Performance indicators must be output and not input oriented, and should as far as possible be directly related to what is achieved by the EU intervention. Suitable indicators (depending on the support area) include patents, articles ready for publication, commercialised products and services, turnover increase, cooperation going beyond the initial project period, leveraging of other capital sources. Such indicators are of particular importance to long projects (more than 2 years long), featuring a considerable investment of public funds. For smaller projects or for project with “mild” objectives (such as support or coordination actions) service-oriented criteria may be considered or the current deliverable-evaluation system may be kept. On the macro level, the ultimate measure of success is European growth and wellbeing, but intermediate measures include progress towards meeting the 3% target (RDI expenditure as part of EU aggregate GDP), share of national RDI programmes coordinated at European level, and more generally the very relevant indicators in the Innovation Union barometer.
Factors that should not be considered performance indicators but tools to check coherence between outcome and policy objectives include private sector participation, SME participation and international cooperation. Geographic distribution of funds among Member States may be interesting reading an important to build political support for an enhanced financial envelope, but is in principle relevant. By no means should there be a hidden agenda to give preference to a fair geographic distribution rather than excellence, without, however, ignoring the need for funded actions to demonstrate Europe-wide relevance and impact.
Innovation indicator (Europe 2020) should be an indicator ex ante, rather than ex post. It is important to have contributions also by industry experts for the definition of the indicators and the quality of the outputs. New products, new services, rate of innovation, dynamic of SMEs.
The level of financing of research projects could be modified at the negotiation level taking into account the project deliverables.
Performance indicators must be output and not input oriented, and should as far as possible be directly related to what is achieved by the EU intervention. Suitable indicators (depending on the support area) include patents, articles ready for publication, commercialised products and services, turnover increase, cooperation going beyond the initial project period, leveraging of other capital sources. Such indicators are of particular importance to long projects (more than 2 years long), featuring a considerable investment of public funds. For smaller projects or for project with “mild” objectives (such as support or coordination actions) service-oriented criteria may be considered or the current deliverable-evaluation system may be kept. On the macro level, the ultimate measure of success is European growth and wellbeing, but intermediate measures include progress towards meeting the 3% target (RDI expenditure as part of EU aggregate GDP), share of national RDI programmes coordinated at European level, and more generally the very relevant indicators in the Innovation Union barometer. Factors that should not be considered performance indicators but tools to check coherence between outcome and policy objectives include private sector participation, SME participation and international cooperation. Geographic distribution of funds among Member States may be interesting reading an important to build political support for an enhanced financial envelope, but is in principle relevant. By no means should there be a hidden agenda to give preference to a fair geographic distribution rather than excellence, without, however, ignoring the need for funded actions to demonstrate Europe-wide relevance and impact. Innovation indicator (Europe 2020) should be an indicator ex ante, rather than ex post. It is important to have contributions also by industry experts for the definition of the indicators and the quality of the outputs. New products, new services, rate of innovation, dynamic of SMEs. The level of financing of research projects could be modified at the negotiation level taking into account the project deliverables.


Aim of the task
Could you repeat exactly the lines below, from the line containing "Task: Click on the span: Export" through the last one, both included, while leaving out any pictures?

------

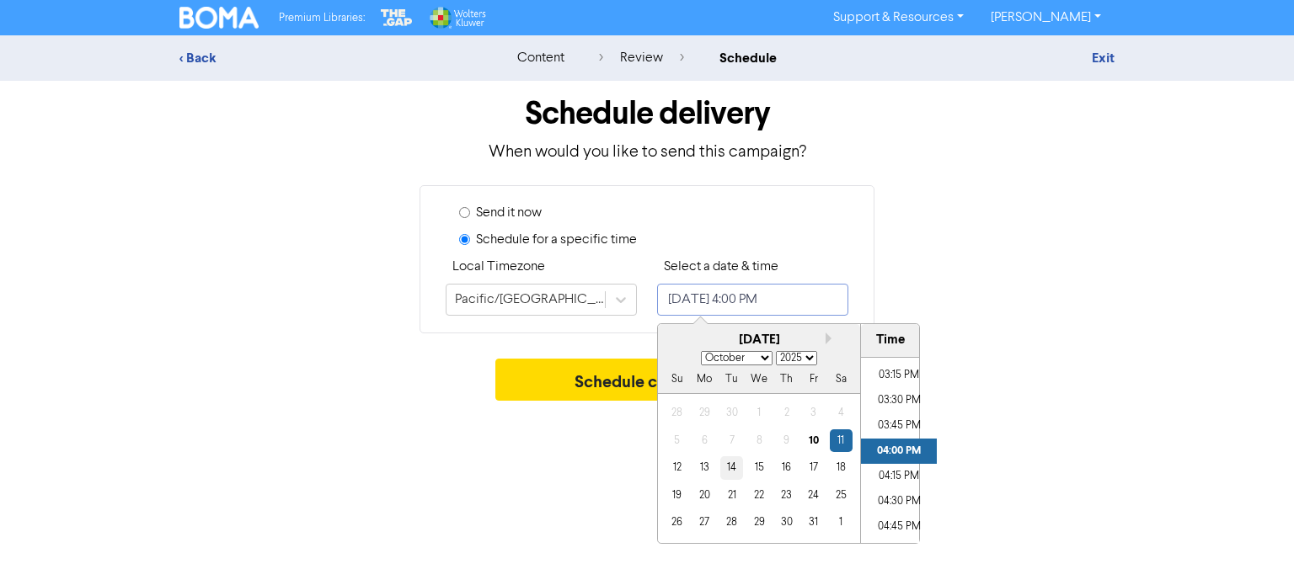 The height and width of the screenshot is (585, 1294). What do you see at coordinates (704, 495) in the screenshot?
I see `div: day-20` at bounding box center [704, 495].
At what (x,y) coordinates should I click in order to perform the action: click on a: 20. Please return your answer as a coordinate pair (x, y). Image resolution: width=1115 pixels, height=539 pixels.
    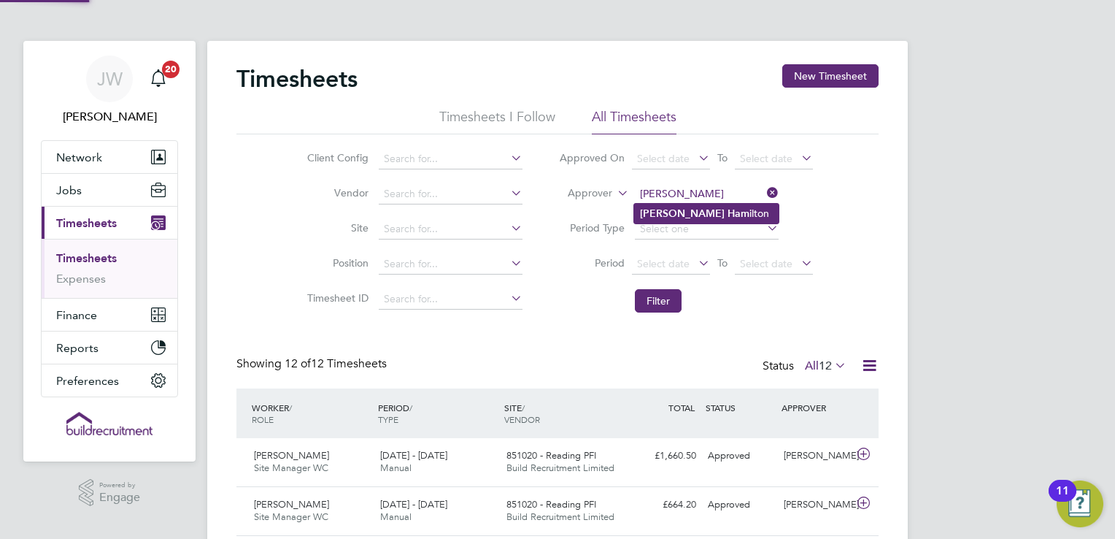
    Looking at the image, I should click on (158, 79).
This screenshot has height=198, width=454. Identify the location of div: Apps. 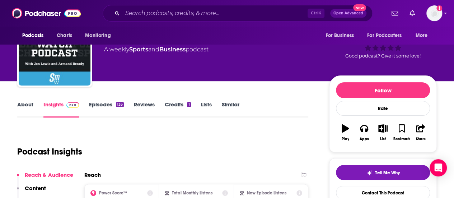
(364, 139).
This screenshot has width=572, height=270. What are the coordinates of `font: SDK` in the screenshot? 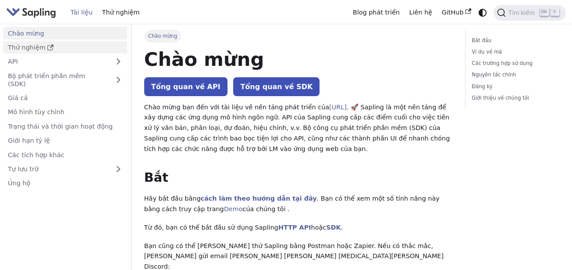 It's located at (333, 227).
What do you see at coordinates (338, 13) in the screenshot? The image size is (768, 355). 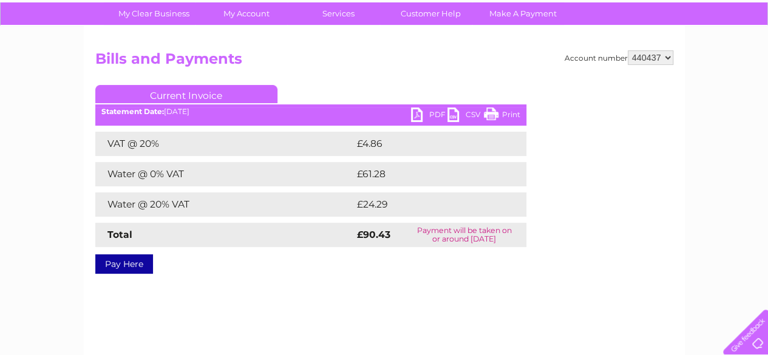 I see `a: Services` at bounding box center [338, 13].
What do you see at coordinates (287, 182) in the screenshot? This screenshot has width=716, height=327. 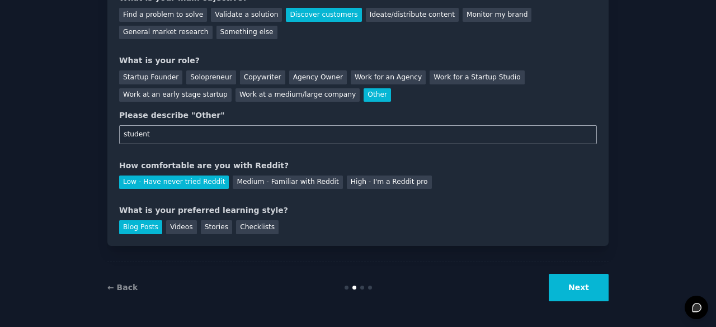 I see `div: Medium - Familiar with Reddit` at bounding box center [287, 182].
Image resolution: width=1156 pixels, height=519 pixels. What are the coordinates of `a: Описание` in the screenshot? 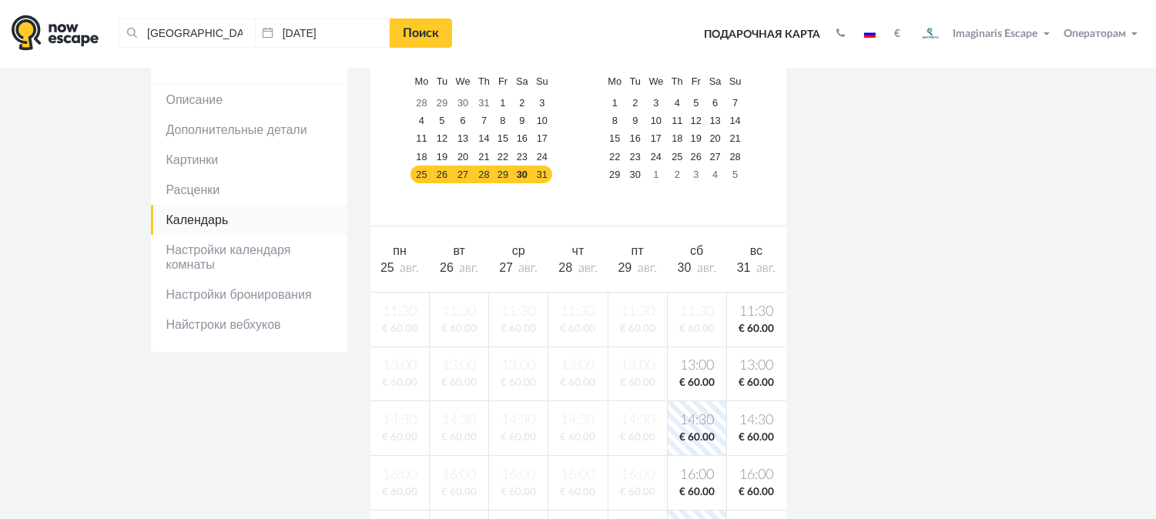 It's located at (249, 99).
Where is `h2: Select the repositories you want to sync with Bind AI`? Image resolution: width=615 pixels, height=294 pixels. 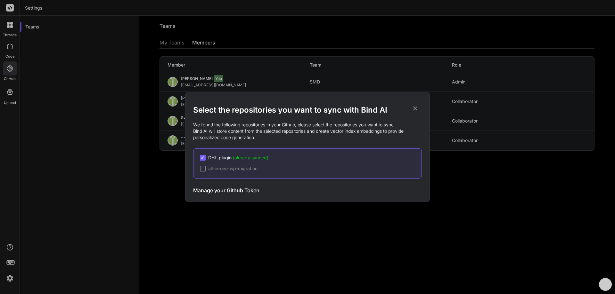
h2: Select the repositories you want to sync with Bind AI is located at coordinates (307, 110).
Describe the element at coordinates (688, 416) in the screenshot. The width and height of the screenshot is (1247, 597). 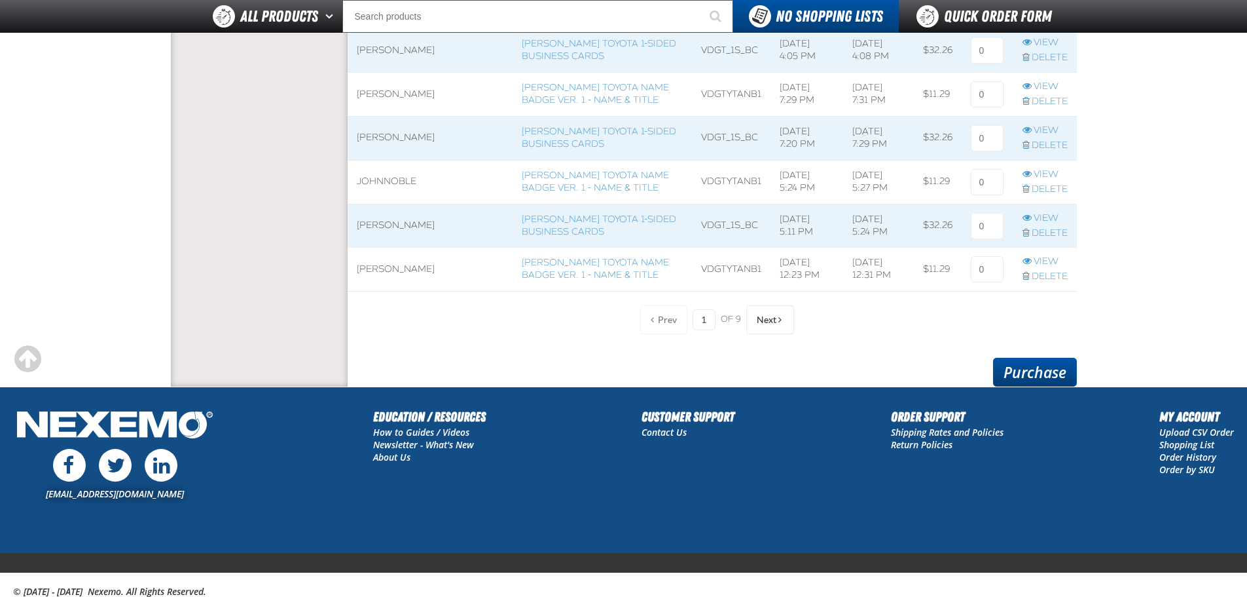
I see `h2: Customer Support` at that location.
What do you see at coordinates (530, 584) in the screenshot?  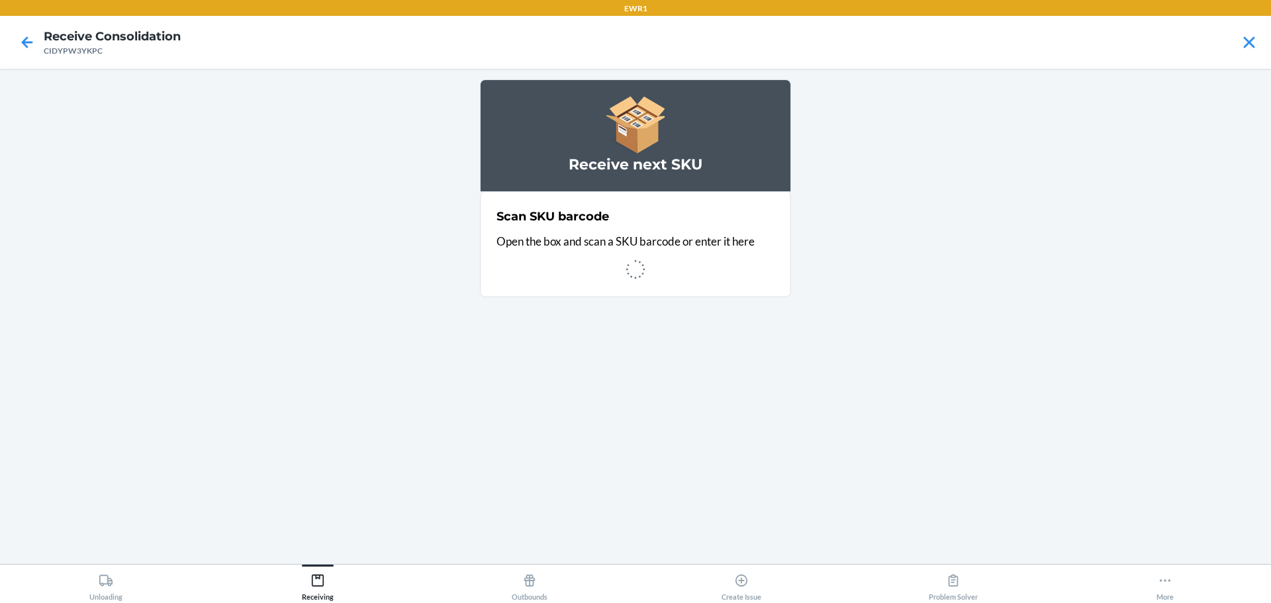 I see `div: Outbounds` at bounding box center [530, 584].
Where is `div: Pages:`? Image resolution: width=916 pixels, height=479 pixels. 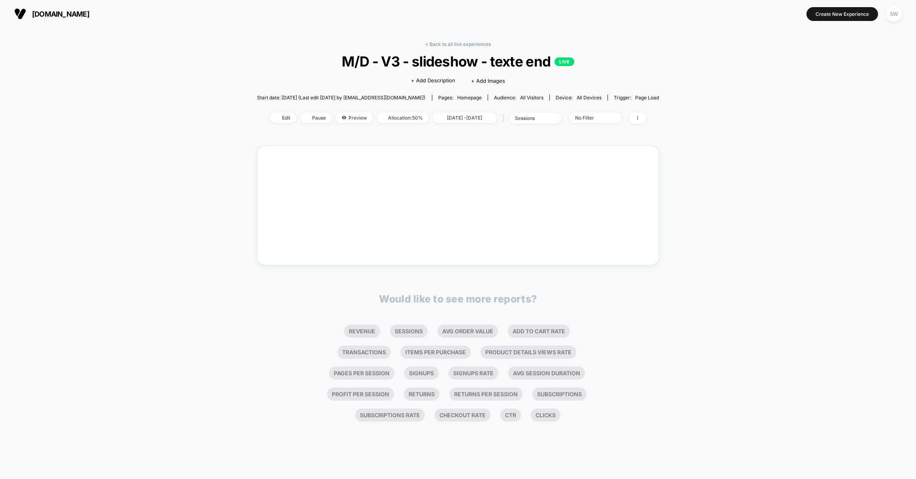
div: Pages: is located at coordinates (460, 97).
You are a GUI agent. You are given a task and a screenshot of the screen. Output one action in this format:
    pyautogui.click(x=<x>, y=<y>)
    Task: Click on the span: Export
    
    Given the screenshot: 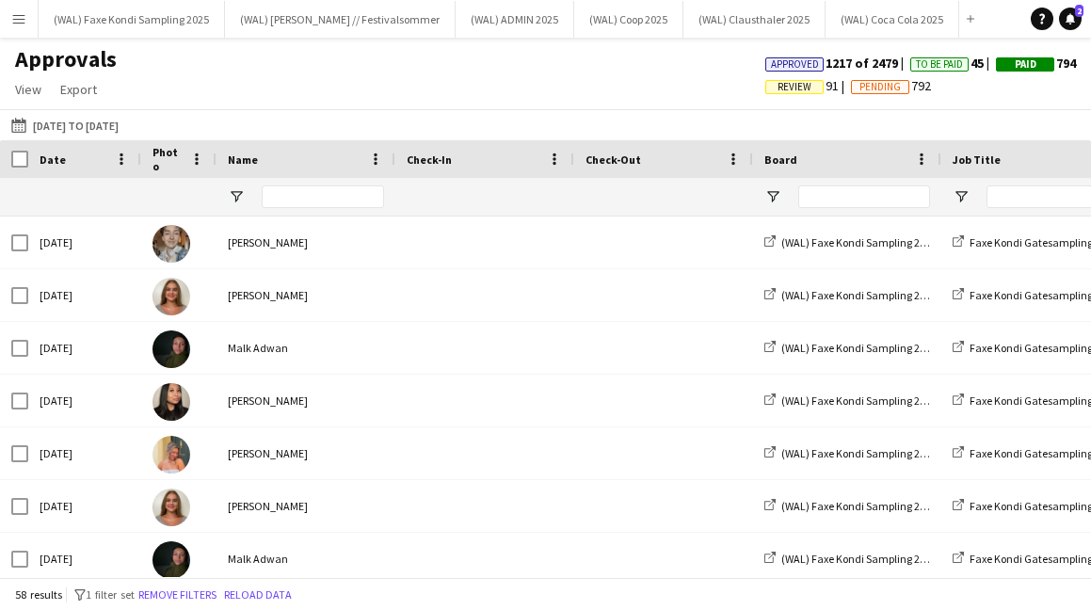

------

Response to the exercise
    Task: Click on the span: Export
    
    Given the screenshot: 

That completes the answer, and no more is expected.